The Columbus Water Works has fought water quality regulations that it says the state is relying on to require monitoring for fecal coliform bacteria where wastewater from its combined sewer and stormwater system enters the river – as opposed to farther downstream.
The city system is one of a handful of older systems in Georgia built to collect rainwater runoff and domestic sewage in the same pipe.
“What we’re talking about here is the potential to discharge untreated domestic sewage into the river,” Jac Capp, chief of the Watershed Protection Branch, said during a virtual meeting held Monday. “So, we do believe that there is reasonable potential to violate the water quality standards for bacteria when that is happening.”
But the Columbus system, which has hired Atlanta-based King and Spalding, has signaled that it might take the state to court over a requirement it calls unnecessary, costly and bureaucratic.

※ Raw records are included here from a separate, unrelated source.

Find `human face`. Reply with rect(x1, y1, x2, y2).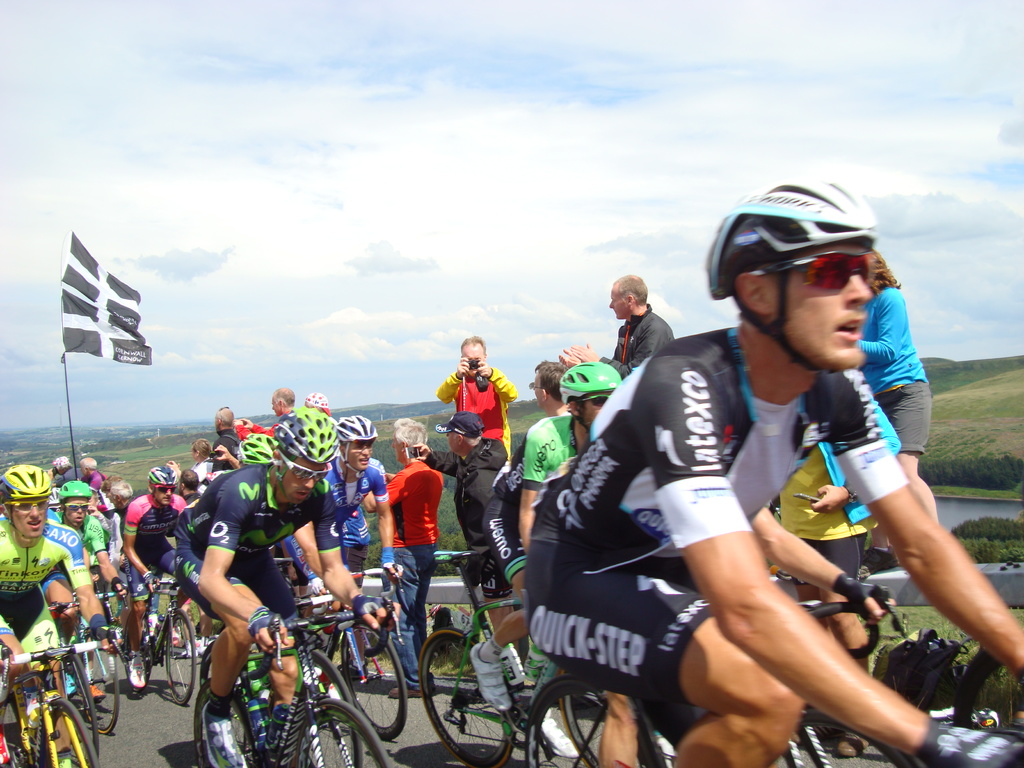
rect(577, 396, 612, 433).
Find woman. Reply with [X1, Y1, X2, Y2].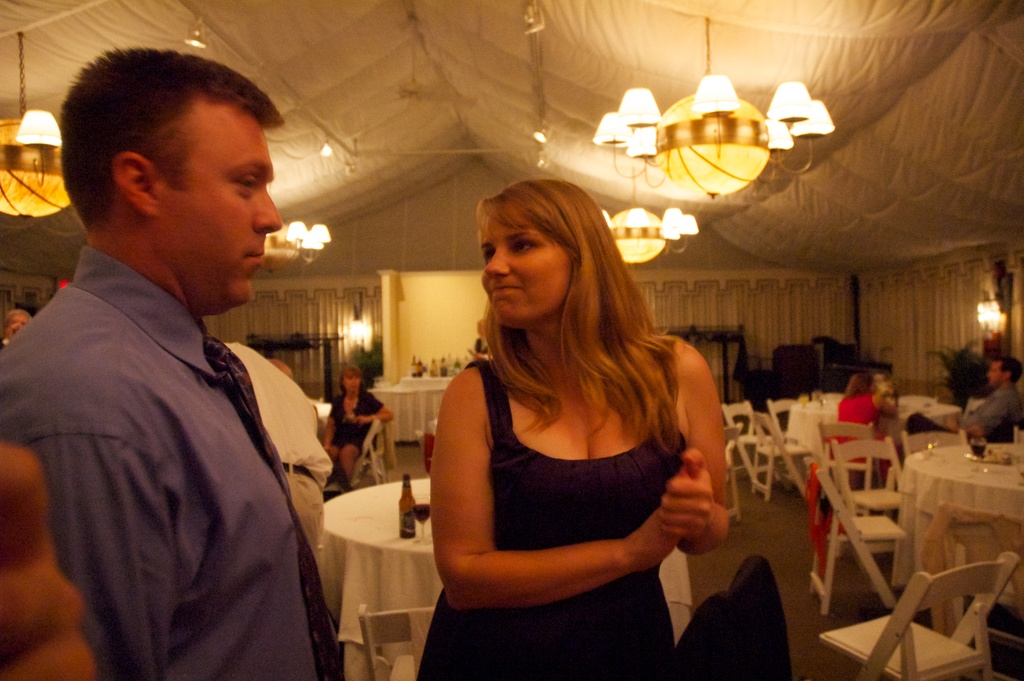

Lewis B. Jones, a partner with King and Spalding who is representing the system, said in a statement Monday afternoon that Columbus Water Works has made $100 million in improvements at its facility – improvements he said EPD approved. It would cost another $2 million to comply with the permit requirements, plus hundreds of thousands of dollars each year, Jones said.
“To be clear, Columbus Water Works is 100% committed to protect the Chattahoochee River. We work and raise our families here and understand that a healthy river is essential to our quality of life,” Jones said.
“We would spend more if more were required, but all agree the plan worked, and the river is already clean. We object to wasting money to comply with shifting demands by EPD that will not improve water quality.”
At the center of the dispute is what are called total maximum daily loads, which are specific to a site and a pollutant. There are at least 1,800 of these limits designed to protect Georgia’s waterways under the Clean Water Act.
The city system asked the state Board of Natural Resources to rethink how the state agency it oversees crafts these limits for pollutants, specifically pushing for the appointees sitting on the board – and not staff – to finalize them.
The board rejected the request Monday after the state Environmental Protection Division staff staked out a position against the request. The state plans to move forward with the Columbus Water Works’ permit renewal, which has been in limbo since it expired in 2015.
“We anticipate finalizing the permit very soon,” EPD spokesman Kevin Chambers said Monday after the board voted.
The Chattahoochee Riverkeeper, which applauded the board’s decision, has backed the proposed new permit for the Columbus Water Works.
“We need more data on water quality in this stretch of river, particularly during and after rainfall,” said Kevin Jeselnik, general counsel for the Chattahoochee Riverkeeper.
“The elements in the draft permit we strongly support include the inclusion of end-of-pipe pollutant limits, as well as additional instream water quality monitoring, so that we know whether after storms the river is safe for human contact.”
This story comes to GPB through a reporting partnership with Georgia Recorder.